Krewson v. Purdom

11 Or. 266 | Or. | 1884

*267By the Court,

Watson, C. J.:

This is an action for damages for the conversion of six hundred cords of wood. It was brought against a sheriff and his deputy, the respondents here, for seizing the wood under a writ of attachment against the property of a third person. In addition to the denials, the answer of the respondents contains an attempt at justification under the attachment as a separate defense. This defense does not set forth that the defendants in the attachment were the owners of the wood, or had any interest therein, or allege any facts from which such ownership can be inferred. It merely avers the levy upon the property of the defendants in the writ.

The appellants moved to strike out the entire separate defense as being frivolous, irrelevant, etc., but the motion was denied.

Afterwards, at the trial of the cause, James Ward, a witness for the respondents, was allowed, in answer to questions propounded by them, and against the appellants’ objections, to testify to declarations of one Gothardi, made after he had parted with all interest in and possession of the wood in controversy, to the effect that he cut the wood for Aulauff Bros.—the defendants in the attachment—and that it belonged to them. There was no proof of any fraud on the part of the appellants in the transactions through which they derived their claim to the wood. These rulings of the lower court present the only important questions to be determined.

1. We think the court below erred in overruling the motion to strike out. The attempted defense under the attachment proceedings is fatally deficient in not alleging that *268Aulauff Bros., the defendants in the writ, has some interest in the wood, subject to the levy.

The allegation that the property was levied upon under the writ “as the property” of the Aulauff Bros, is not sufficient. (Richardson v. Smith, 29 Cal., 527; Barley v. Cannon, 17 Mo., 595; Tronson v. Union Lumbering Co., 38 Wisc., 202.)

And as without such an averment it tendered no material issue in the case, it was clearly irrelevant, and the motion to strike out was the proper remedy. (Civil Code, 74; Clark v. Jeffersonville, etc., R. Co., 44 Ind., 248; Littlejohn v. Greely, 13 Abb. Pr., 311.) Still, it does not affirmatively appear from the record that the verdict, which is a general one, was found upon the material issue tendered by this defense, and we should hesitate to reverse the judgment on this ground alone.

It may have been found upon the valid issue as to title . in the appellants, and we should rather presume that such was the fact in support of the proceedings below: It seems to us that the appellants have not preserved their objection so as to avail themselves of it on this appeal.

2. We think, also, that the admission of Ward’s testimony as to the declarations of Gothardi was error. The bill of exceptions in the ease professes to give all the evidence in substance that was introduced at the trial, and we can discover no fact or circumstance in the testimony of any witness as it is certified to in such bill which tends to establish fraud or collusion between Gothardi and the appellants affecting in any manner the title to the wood in controversy. It is not necessary to cite authority to show that the declarations of a vendor, after he has parted with his interest and possession, in the absence of any proof of fraud or collusion, are inadmissible to impeach the title of his vendee. The *269admission of such declarations depends upon peculiar and exceptional circumstances which are shown by the bill of exceptions not to have existed in the present case.

It follows from the foregoing views, that the judgment of the circuit court must be reversed and the cause remanded for a new trial.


Problem description :: Text only, exactly as given: reproduce the entries below without their pictures.

Records from a collection of figures:
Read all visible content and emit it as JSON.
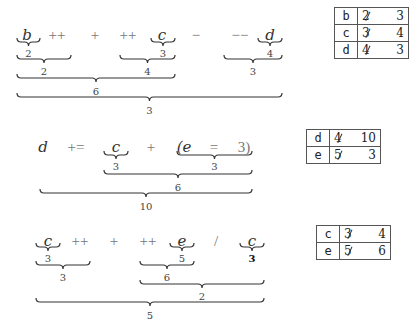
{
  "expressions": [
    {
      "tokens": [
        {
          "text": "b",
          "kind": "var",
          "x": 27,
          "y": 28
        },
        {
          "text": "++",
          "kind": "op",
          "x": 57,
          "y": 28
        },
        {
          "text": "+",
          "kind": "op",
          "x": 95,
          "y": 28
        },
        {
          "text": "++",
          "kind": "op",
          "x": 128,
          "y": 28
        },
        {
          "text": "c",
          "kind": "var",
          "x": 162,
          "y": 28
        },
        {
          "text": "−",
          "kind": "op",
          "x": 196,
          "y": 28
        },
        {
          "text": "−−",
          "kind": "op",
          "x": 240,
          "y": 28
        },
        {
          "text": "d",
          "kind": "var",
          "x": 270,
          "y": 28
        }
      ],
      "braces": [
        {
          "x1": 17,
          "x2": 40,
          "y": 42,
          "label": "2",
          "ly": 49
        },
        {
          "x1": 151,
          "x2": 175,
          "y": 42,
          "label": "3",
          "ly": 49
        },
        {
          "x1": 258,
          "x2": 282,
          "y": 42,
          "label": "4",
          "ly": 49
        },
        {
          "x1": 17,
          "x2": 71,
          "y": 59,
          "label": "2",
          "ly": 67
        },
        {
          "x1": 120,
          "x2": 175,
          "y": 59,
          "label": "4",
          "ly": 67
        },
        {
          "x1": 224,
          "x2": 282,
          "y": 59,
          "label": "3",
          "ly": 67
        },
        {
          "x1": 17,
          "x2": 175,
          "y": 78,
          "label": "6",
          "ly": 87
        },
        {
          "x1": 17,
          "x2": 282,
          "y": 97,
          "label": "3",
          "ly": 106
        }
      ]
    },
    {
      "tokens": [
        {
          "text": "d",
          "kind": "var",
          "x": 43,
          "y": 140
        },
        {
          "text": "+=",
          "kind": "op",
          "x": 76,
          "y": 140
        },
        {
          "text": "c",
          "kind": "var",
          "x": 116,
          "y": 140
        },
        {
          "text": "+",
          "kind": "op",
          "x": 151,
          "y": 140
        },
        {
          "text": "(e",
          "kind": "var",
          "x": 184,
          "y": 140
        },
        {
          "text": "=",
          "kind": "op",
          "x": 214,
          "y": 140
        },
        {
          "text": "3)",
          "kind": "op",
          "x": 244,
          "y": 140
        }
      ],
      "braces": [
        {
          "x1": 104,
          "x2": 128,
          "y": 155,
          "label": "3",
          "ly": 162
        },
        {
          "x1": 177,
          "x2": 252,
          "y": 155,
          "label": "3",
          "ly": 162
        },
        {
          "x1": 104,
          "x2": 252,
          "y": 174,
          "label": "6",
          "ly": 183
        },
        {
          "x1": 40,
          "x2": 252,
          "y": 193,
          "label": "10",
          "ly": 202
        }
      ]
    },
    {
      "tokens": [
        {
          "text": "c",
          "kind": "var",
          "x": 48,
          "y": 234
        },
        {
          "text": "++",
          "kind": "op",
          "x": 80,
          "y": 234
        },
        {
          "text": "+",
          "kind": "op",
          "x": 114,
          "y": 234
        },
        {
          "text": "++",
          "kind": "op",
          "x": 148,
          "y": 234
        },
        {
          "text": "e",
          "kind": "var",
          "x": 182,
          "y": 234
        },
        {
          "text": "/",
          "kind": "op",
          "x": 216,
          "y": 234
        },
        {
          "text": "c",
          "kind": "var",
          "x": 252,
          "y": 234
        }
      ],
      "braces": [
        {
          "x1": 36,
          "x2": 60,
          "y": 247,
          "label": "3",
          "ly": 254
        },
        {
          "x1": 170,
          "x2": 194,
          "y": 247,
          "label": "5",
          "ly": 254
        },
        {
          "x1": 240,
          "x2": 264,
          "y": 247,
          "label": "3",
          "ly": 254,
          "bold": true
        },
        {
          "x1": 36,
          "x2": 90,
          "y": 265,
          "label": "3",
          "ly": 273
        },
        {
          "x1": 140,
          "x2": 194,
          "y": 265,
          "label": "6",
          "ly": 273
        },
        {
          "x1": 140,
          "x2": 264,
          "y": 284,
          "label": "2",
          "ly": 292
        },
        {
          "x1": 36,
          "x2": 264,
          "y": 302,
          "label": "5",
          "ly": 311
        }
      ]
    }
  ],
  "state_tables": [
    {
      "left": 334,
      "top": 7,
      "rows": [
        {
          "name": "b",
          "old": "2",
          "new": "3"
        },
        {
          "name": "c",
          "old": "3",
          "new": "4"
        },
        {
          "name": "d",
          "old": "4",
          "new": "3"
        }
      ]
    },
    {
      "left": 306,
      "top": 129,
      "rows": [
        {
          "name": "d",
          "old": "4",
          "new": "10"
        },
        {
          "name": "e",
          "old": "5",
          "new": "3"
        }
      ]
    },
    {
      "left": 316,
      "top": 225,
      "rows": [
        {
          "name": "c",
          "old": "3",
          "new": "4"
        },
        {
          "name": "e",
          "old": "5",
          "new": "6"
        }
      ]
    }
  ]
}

Response to the exercise ::
Read all visible content and emit it as JSON.
{
  "expressions": [
    {
      "tokens": [
        {
          "text": "b",
          "kind": "var",
          "x": 27,
          "y": 28
        },
        {
          "text": "++",
          "kind": "op",
          "x": 57,
          "y": 28
        },
        {
          "text": "+",
          "kind": "op",
          "x": 95,
          "y": 28
        },
        {
          "text": "++",
          "kind": "op",
          "x": 128,
          "y": 28
        },
        {
          "text": "c",
          "kind": "var",
          "x": 162,
          "y": 28
        },
        {
          "text": "−",
          "kind": "op",
          "x": 196,
          "y": 28
        },
        {
          "text": "−−",
          "kind": "op",
          "x": 240,
          "y": 28
        },
        {
          "text": "d",
          "kind": "var",
          "x": 270,
          "y": 28
        }
      ],
      "braces": [
        {
          "x1": 17,
          "x2": 40,
          "y": 42,
          "label": "2",
          "ly": 49
        },
        {
          "x1": 151,
          "x2": 175,
          "y": 42,
          "label": "3",
          "ly": 49
        },
        {
          "x1": 258,
          "x2": 282,
          "y": 42,
          "label": "4",
          "ly": 49
        },
        {
          "x1": 17,
          "x2": 71,
          "y": 59,
          "label": "2",
          "ly": 67
        },
        {
          "x1": 120,
          "x2": 175,
          "y": 59,
          "label": "4",
          "ly": 67
        },
        {
          "x1": 224,
          "x2": 282,
          "y": 59,
          "label": "3",
          "ly": 67
        },
        {
          "x1": 17,
          "x2": 175,
          "y": 78,
          "label": "6",
          "ly": 87
        },
        {
          "x1": 17,
          "x2": 282,
          "y": 97,
          "label": "3",
          "ly": 106
        }
      ]
    },
    {
      "tokens": [
        {
          "text": "d",
          "kind": "var",
          "x": 43,
          "y": 140
        },
        {
          "text": "+=",
          "kind": "op",
          "x": 76,
          "y": 140
        },
        {
          "text": "c",
          "kind": "var",
          "x": 116,
          "y": 140
        },
        {
          "text": "+",
          "kind": "op",
          "x": 151,
          "y": 140
        },
        {
          "text": "(e",
          "kind": "var",
          "x": 184,
          "y": 140
        },
        {
          "text": "=",
          "kind": "op",
          "x": 214,
          "y": 140
        },
        {
          "text": "3)",
          "kind": "op",
          "x": 244,
          "y": 140
        }
      ],
      "braces": [
        {
          "x1": 104,
          "x2": 128,
          "y": 155,
          "label": "3",
          "ly": 162
        },
        {
          "x1": 177,
          "x2": 252,
          "y": 155,
          "label": "3",
          "ly": 162
        },
        {
          "x1": 104,
          "x2": 252,
          "y": 174,
          "label": "6",
          "ly": 183
        },
        {
          "x1": 40,
          "x2": 252,
          "y": 193,
          "label": "10",
          "ly": 202
        }
      ]
    },
    {
      "tokens": [
        {
          "text": "c",
          "kind": "var",
          "x": 48,
          "y": 234
        },
        {
          "text": "++",
          "kind": "op",
          "x": 80,
          "y": 234
        },
        {
          "text": "+",
          "kind": "op",
          "x": 114,
          "y": 234
        },
        {
          "text": "++",
          "kind": "op",
          "x": 148,
          "y": 234
        },
        {
          "text": "e",
          "kind": "var",
          "x": 182,
          "y": 234
        },
        {
          "text": "/",
          "kind": "op",
          "x": 216,
          "y": 234
        },
        {
          "text": "c",
          "kind": "var",
          "x": 252,
          "y": 234
        }
      ],
      "braces": [
        {
          "x1": 36,
          "x2": 60,
          "y": 247,
          "label": "3",
          "ly": 254
        },
        {
          "x1": 170,
          "x2": 194,
          "y": 247,
          "label": "5",
          "ly": 254
        },
        {
          "x1": 240,
          "x2": 264,
          "y": 247,
          "label": "3",
          "ly": 254,
          "bold": true
        },
        {
          "x1": 36,
          "x2": 90,
          "y": 265,
          "label": "3",
          "ly": 273
        },
        {
          "x1": 140,
          "x2": 194,
          "y": 265,
          "label": "6",
          "ly": 273
        },
        {
          "x1": 140,
          "x2": 264,
          "y": 284,
          "label": "2",
          "ly": 292
        },
        {
          "x1": 36,
          "x2": 264,
          "y": 302,
          "label": "5",
          "ly": 311
        }
      ]
    }
  ],
  "state_tables": [
    {
      "left": 334,
      "top": 7,
      "rows": [
        {
          "name": "b",
          "old": "2",
          "new": "3"
        },
        {
          "name": "c",
          "old": "3",
          "new": "4"
        },
        {
          "name": "d",
          "old": "4",
          "new": "3"
        }
      ]
    },
    {
      "left": 306,
      "top": 129,
      "rows": [
        {
          "name": "d",
          "old": "4",
          "new": "10"
        },
        {
          "name": "e",
          "old": "5",
          "new": "3"
        }
      ]
    },
    {
      "left": 316,
      "top": 225,
      "rows": [
        {
          "name": "c",
          "old": "3",
          "new": "4"
        },
        {
          "name": "e",
          "old": "5",
          "new": "6"
        }
      ]
    }
  ]
}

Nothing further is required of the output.